The nurse answered not a word, but laid the child in his arms.


Not until noon the next day did Gokarna enter the room where his wife lay. Kota, on the bed, with the baby beside her, started up as he entered. But the words on her lips were stopped by his look.

“In the name of the gods, Kota, I give greeting to thee—and to my son. My son,” he repeated, slowly, his eyes fixed upon the face of his wife, whose frightened expression did not diminish. “And thou,” he continued, turning to the nurse who stood at hand, listening intently, “see that, on penalty of banishment, thou prate to none concerning the matters of this house. I am now come to perform the ceremony of the breathing and the secret name. Therefore depart, woman, from the room, nor return until I summon thee.”
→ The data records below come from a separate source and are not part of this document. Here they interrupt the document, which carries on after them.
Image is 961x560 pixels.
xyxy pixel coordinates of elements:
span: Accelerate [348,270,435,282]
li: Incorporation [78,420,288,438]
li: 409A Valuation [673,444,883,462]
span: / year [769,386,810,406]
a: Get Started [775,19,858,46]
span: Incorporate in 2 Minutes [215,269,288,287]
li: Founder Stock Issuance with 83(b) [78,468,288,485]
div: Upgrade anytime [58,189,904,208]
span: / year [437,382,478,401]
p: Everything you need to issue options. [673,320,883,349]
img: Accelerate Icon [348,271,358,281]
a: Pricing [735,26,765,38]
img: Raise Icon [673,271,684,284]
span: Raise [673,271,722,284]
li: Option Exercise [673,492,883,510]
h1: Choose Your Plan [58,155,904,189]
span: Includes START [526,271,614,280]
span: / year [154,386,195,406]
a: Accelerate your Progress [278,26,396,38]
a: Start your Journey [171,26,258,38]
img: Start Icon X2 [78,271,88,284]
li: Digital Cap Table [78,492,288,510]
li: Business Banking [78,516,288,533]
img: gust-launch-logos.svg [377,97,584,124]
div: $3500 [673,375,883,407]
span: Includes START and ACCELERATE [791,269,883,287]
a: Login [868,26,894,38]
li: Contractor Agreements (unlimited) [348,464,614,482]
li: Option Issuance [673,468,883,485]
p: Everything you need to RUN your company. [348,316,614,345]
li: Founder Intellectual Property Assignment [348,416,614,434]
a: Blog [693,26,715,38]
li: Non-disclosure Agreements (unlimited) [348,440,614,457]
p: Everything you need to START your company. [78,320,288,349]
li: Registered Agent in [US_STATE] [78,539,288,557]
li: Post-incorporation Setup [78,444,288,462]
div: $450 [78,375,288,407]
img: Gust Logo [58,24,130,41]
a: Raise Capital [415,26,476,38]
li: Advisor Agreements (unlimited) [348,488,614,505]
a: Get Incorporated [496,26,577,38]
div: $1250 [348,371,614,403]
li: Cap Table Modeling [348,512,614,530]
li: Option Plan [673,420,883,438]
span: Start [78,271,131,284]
The nurse, alarmed at his tone, made a hasty exit; and Gokarna turned again to his wife. Nor did he say another word on the subject nearest both their hearts. Immediately he took the child from its mother’s arms, at which it protested, with lusty voice, Kota watching it the while with tenderest mother-eyes. Gokarna, holding the child up before him, breathed three times upon it, and murmured: “Draw in thy breath with the Rik, breathe within the Yagus, breathe forth with the Saman.”

Then, handing the babe for a moment back to its mother, he left the room, shortly returning with the articles of daily sacrifice:—honey, melted butter, and barley mixed together in a small earthen dish, in which stood also a spoon of beaten silver. Placing these on the floor beside the bed, he seated himself, took the child again, and looked up to Kota. “The name,” he said. “Find thou the omen for our name for him.”